Copy the data below exactly, but not the pictures it contains.

::::

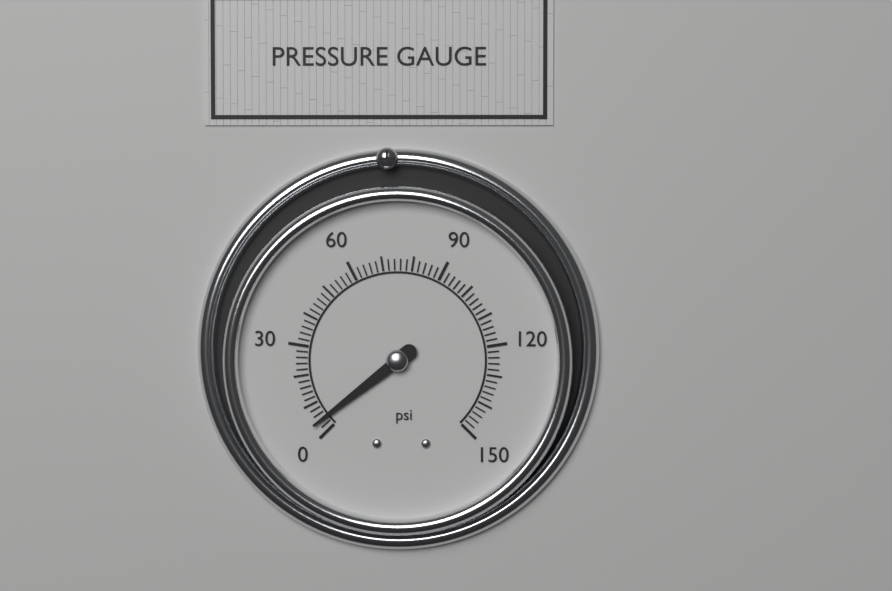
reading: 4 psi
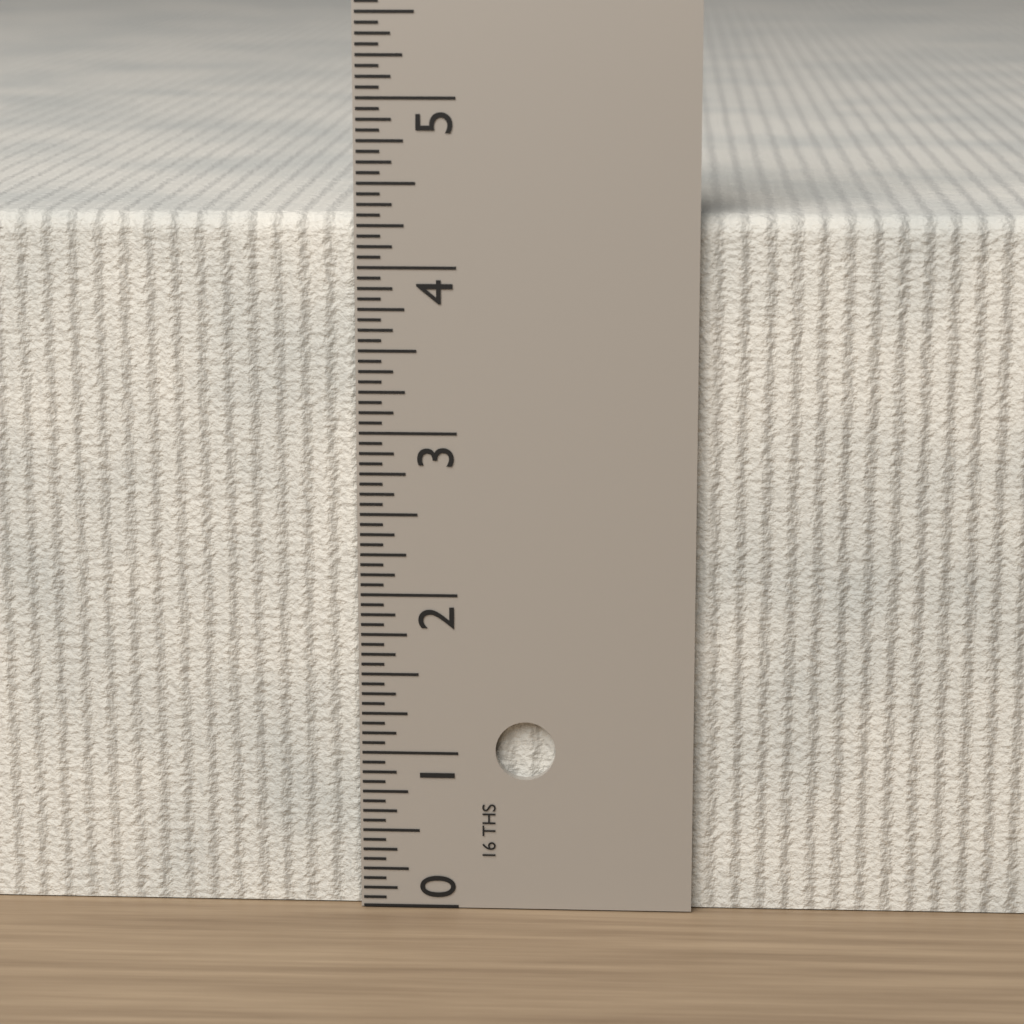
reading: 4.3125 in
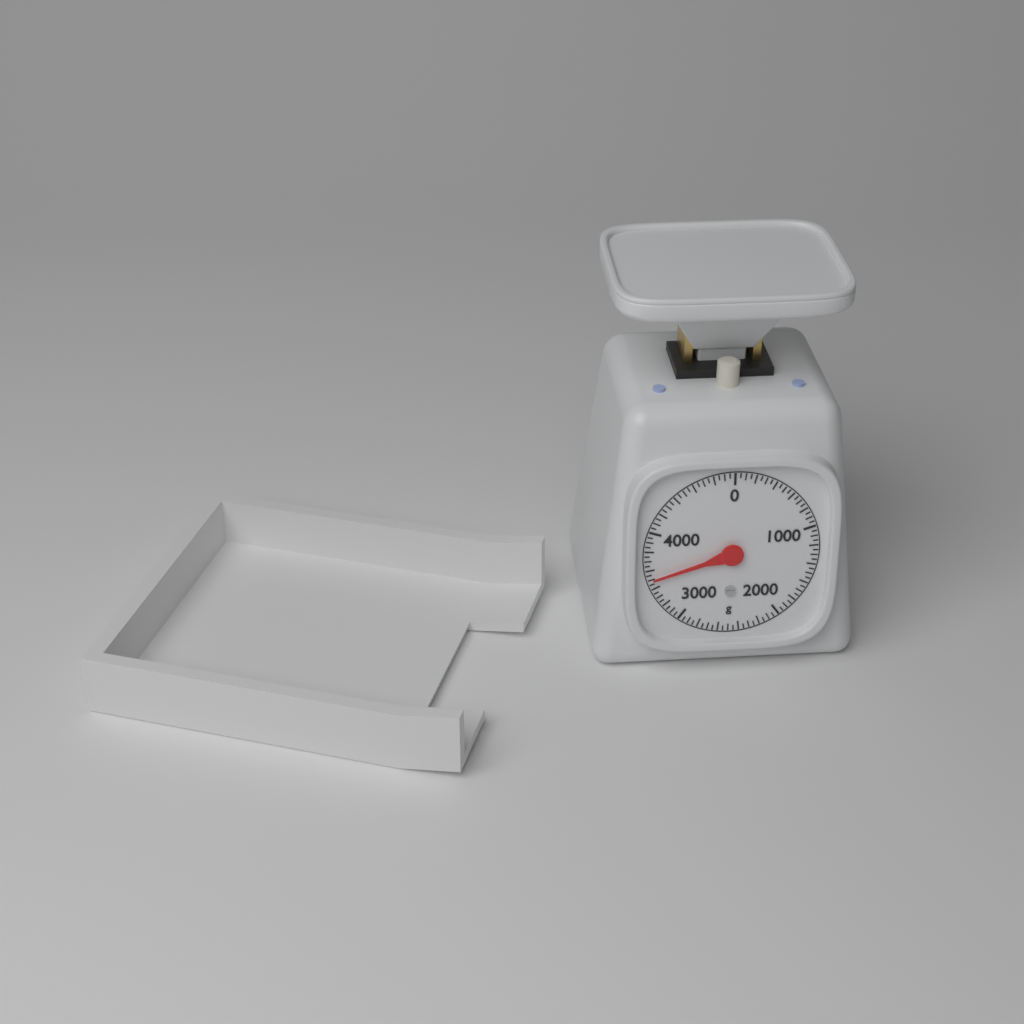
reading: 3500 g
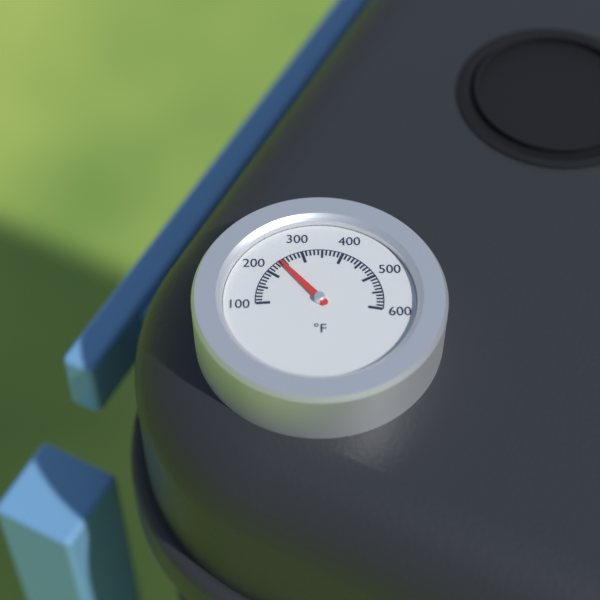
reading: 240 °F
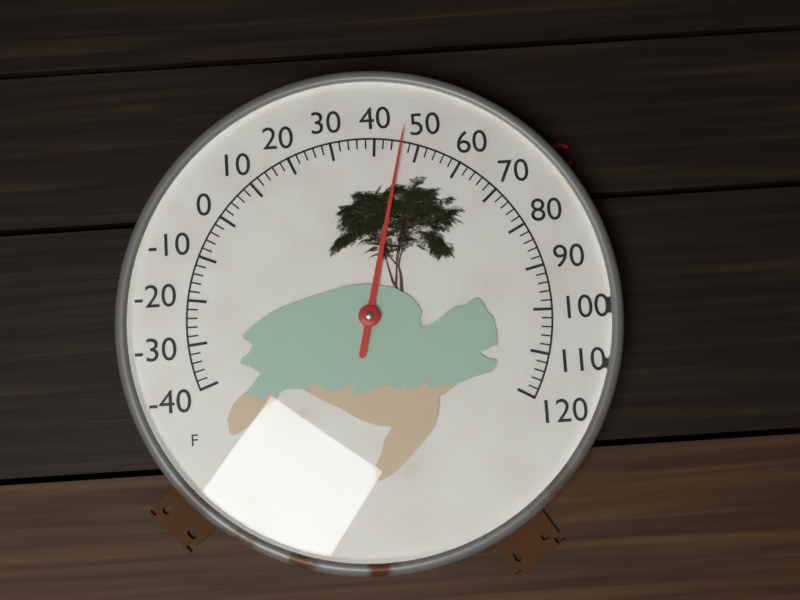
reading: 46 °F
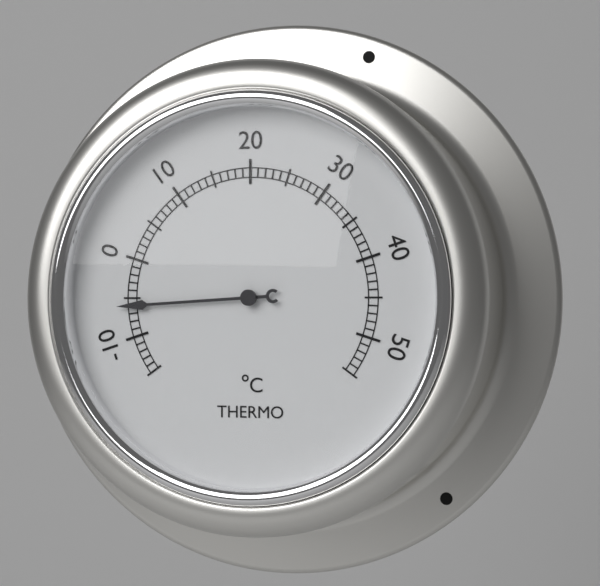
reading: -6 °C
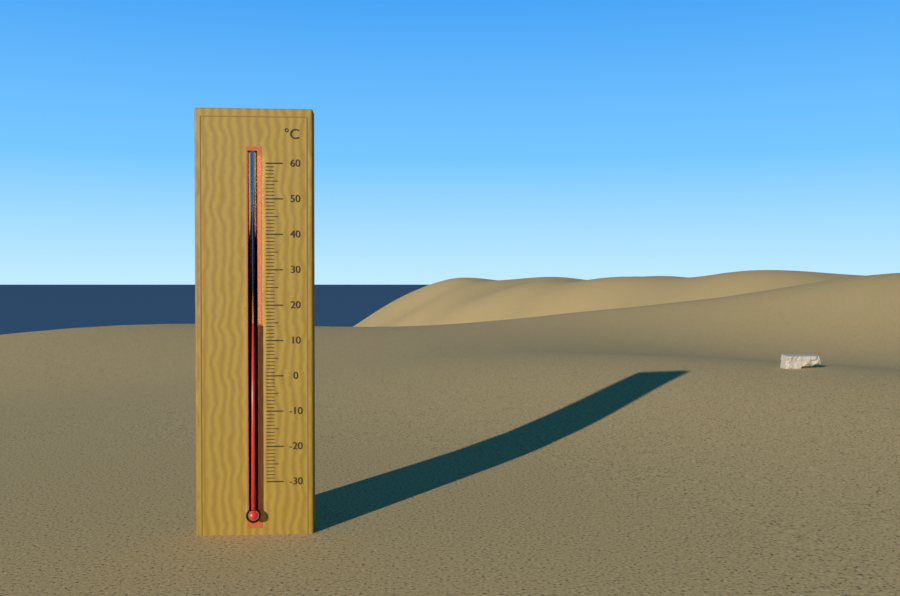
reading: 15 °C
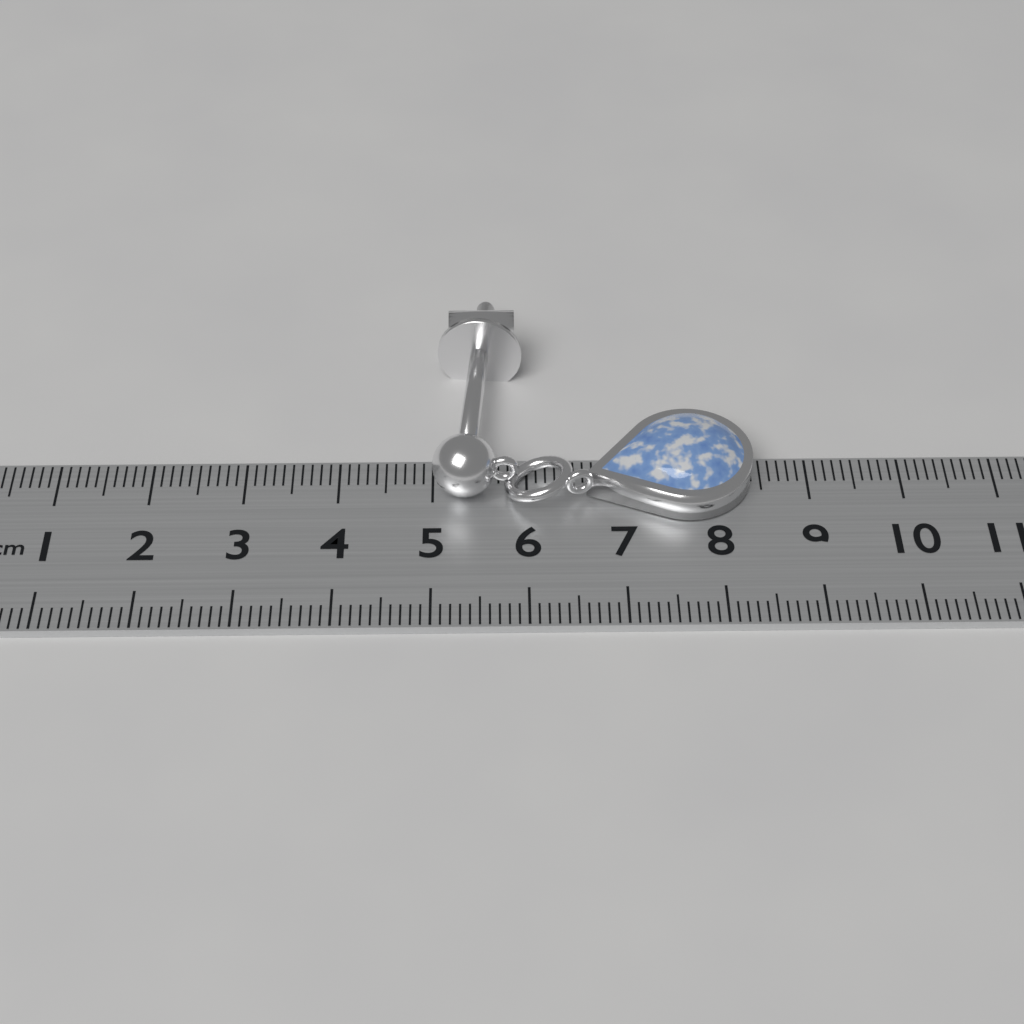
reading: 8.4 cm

::::

### Solution for this task
reading: 4 psi
reading: 4.3125 in
reading: 3500 g
reading: 240 °F
reading: 46 °F
reading: -6 °C
reading: 15 °C
reading: 8.4 cm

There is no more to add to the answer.